Alfred Kinsey (1894-1956) transformed our understanding of human sexuality and, as a result, found himself in the late 1940s and early 1950s at the centre of the biggest scientific storm since Darwin.
Kinsey’s shocking contribution to the study of sex was to write about what people actually did, as opposed to what they ought to do. His two volumes on sexual behaviour in the human male (1948) and the human female (1953), drawing upon thousands of interviews, startled America with their revelations about the extent of aberrant sexualities such masturbation, pre-marital and extra-marital sex, and homosexuality.
It is to Kinsey that we owe the now-standard claim that 10% of the population is gay, though this not in fact what his research actually showed. Among men, he said, about a third had experienced same-sex contact to the point of orgasm; about 2% were exclusively homosexual; about 10% were primarily homosexual for three years or more. Among women, these figures were somewhat lower. He rejected rigid categories of sexuality, proposing instead a seven point scale from 6 (exclusively homosexual) to 0 (exclusively heterosexual).
Although he usually presented himself as merely a scientific observer who was as shocked by his findings as everyone else, recent biographies have argued that he was in fact a masterful publicist, who set out on his research project with the intention of challenging traditional sexual morality. His own sado-masochistic and homosexual experiences are now a matter of public record.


TASK REQUIREMENTS: Below are several records. Retype exactly those lines running from the one with "Image resolution: width=1053" through the one with "The width and height of the screenshot is (549, 479).", end lines included, and no others.

SOURCE DATA START

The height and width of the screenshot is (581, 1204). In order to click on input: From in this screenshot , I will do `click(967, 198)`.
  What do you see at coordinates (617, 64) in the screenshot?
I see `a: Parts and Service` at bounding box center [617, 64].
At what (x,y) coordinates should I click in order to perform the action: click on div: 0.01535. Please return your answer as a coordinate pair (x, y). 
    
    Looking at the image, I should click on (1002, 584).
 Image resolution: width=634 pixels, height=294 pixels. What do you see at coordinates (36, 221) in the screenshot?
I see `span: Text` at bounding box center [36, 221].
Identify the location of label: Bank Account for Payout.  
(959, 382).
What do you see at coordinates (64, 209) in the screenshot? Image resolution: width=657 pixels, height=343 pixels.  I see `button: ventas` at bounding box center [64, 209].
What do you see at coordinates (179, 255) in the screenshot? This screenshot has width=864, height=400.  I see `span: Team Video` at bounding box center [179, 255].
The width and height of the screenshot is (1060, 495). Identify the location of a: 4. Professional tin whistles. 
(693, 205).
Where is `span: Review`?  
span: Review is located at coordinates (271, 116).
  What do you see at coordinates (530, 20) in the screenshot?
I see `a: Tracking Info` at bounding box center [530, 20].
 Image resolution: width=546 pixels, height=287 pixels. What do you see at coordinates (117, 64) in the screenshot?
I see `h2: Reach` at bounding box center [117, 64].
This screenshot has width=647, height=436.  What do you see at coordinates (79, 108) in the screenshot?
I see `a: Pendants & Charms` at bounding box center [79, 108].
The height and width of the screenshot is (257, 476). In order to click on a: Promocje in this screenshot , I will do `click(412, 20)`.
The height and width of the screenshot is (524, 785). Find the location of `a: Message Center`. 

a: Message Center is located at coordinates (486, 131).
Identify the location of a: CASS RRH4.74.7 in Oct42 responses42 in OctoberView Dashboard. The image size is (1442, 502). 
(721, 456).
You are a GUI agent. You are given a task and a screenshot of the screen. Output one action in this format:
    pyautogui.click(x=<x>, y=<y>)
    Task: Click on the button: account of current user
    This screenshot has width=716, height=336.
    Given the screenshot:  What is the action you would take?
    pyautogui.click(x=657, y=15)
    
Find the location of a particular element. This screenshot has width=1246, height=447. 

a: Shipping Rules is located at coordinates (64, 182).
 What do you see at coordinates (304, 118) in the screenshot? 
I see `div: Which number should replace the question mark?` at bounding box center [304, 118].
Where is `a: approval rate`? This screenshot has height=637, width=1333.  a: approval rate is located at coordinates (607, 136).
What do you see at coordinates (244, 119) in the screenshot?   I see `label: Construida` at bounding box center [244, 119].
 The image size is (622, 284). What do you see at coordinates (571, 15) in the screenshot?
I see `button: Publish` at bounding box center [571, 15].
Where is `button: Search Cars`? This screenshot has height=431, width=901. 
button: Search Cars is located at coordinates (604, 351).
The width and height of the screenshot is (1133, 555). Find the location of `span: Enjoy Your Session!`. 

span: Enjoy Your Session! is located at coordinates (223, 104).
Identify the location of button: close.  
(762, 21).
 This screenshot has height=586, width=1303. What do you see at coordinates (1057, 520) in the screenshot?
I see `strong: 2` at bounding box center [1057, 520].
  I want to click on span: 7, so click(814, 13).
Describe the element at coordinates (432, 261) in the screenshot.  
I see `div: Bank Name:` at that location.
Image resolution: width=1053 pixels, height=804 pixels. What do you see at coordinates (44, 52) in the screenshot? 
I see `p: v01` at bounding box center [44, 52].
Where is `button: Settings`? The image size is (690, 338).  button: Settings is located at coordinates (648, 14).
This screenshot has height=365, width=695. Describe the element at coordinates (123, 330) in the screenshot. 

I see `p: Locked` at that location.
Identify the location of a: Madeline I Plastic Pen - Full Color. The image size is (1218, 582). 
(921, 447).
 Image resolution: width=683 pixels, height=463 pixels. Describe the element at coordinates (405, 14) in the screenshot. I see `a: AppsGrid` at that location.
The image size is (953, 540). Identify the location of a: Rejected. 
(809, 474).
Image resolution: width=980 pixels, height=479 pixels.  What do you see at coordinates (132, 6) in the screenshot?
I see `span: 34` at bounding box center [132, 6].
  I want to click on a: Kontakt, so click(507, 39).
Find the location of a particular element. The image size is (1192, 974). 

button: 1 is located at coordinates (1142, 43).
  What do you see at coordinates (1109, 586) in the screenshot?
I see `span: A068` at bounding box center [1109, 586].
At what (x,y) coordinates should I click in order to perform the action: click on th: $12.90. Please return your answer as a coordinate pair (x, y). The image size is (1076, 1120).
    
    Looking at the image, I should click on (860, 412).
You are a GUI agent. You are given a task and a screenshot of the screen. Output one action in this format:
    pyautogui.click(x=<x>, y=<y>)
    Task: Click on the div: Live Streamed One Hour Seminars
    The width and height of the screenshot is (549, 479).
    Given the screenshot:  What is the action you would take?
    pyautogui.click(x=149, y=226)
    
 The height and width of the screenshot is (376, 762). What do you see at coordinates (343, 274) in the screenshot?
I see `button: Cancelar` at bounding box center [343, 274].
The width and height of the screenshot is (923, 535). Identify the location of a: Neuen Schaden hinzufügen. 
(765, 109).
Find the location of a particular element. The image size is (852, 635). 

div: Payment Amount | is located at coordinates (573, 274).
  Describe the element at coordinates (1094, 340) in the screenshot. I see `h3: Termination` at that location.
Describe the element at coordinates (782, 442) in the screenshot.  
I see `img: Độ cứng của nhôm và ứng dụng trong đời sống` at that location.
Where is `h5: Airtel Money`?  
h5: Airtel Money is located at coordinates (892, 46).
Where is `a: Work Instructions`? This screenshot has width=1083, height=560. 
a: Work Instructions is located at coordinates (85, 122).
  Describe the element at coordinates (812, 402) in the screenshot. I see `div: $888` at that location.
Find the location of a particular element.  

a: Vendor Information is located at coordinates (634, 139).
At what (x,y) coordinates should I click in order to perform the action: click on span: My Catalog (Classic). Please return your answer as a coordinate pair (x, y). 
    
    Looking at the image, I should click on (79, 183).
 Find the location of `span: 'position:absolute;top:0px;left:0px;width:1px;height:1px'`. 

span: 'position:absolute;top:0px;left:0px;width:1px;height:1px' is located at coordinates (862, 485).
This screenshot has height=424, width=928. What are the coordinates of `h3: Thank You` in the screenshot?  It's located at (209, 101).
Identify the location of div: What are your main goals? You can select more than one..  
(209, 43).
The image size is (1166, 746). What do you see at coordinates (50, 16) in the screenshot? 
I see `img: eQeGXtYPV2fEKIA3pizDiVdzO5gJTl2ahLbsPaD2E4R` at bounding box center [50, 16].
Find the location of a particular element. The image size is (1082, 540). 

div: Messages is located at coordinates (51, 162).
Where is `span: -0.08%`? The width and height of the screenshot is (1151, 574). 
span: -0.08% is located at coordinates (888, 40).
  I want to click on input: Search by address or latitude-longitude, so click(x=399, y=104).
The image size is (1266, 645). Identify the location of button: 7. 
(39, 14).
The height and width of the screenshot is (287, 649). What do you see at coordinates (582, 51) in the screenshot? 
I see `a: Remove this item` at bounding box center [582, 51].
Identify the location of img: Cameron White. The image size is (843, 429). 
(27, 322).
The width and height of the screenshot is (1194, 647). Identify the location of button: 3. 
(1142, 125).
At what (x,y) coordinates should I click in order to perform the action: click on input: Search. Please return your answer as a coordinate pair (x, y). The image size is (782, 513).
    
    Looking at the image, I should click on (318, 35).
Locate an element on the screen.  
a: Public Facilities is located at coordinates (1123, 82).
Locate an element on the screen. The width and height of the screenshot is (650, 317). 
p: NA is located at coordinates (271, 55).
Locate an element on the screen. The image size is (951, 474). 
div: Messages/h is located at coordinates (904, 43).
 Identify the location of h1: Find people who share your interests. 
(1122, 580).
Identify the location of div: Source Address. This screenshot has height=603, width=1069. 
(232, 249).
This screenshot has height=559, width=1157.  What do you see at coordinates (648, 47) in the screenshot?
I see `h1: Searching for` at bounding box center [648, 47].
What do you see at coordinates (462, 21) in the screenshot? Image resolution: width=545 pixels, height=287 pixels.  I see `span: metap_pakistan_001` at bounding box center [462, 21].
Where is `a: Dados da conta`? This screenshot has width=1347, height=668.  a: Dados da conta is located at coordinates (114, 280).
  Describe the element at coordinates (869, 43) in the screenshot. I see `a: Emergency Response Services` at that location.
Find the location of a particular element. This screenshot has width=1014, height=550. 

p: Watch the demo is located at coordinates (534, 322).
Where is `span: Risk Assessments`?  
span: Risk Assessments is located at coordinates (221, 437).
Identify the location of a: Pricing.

SOURCE DATA END

RESULT OF THIS TASK:
Image resolution: width=1053 pixels, height=804 pixels. What do you see at coordinates (44, 52) in the screenshot? 
I see `p: v01` at bounding box center [44, 52].
Where is `button: Settings`? The image size is (690, 338).  button: Settings is located at coordinates (648, 14).
This screenshot has height=365, width=695. Describe the element at coordinates (123, 330) in the screenshot. 

I see `p: Locked` at that location.
Identify the location of a: Madeline I Plastic Pen - Full Color. The image size is (1218, 582). 
(921, 447).
 Image resolution: width=683 pixels, height=463 pixels. Describe the element at coordinates (405, 14) in the screenshot. I see `a: AppsGrid` at that location.
The image size is (953, 540). Identify the location of a: Rejected. 
(809, 474).
Image resolution: width=980 pixels, height=479 pixels.  What do you see at coordinates (132, 6) in the screenshot?
I see `span: 34` at bounding box center [132, 6].
  I want to click on a: Kontakt, so click(507, 39).
Find the location of a particular element. The image size is (1192, 974). 

button: 1 is located at coordinates (1142, 43).
  What do you see at coordinates (1109, 586) in the screenshot?
I see `span: A068` at bounding box center [1109, 586].
At what (x,y) coordinates should I click in order to perform the action: click on th: $12.90. Please return your answer as a coordinate pair (x, y). The image size is (1076, 1120).
    
    Looking at the image, I should click on (860, 412).
You are a GUI agent. You are given a task and a screenshot of the screen. Output one action in this format:
    pyautogui.click(x=<x>, y=<y>)
    Task: Click on the div: Live Streamed One Hour Seminars
    The width and height of the screenshot is (549, 479).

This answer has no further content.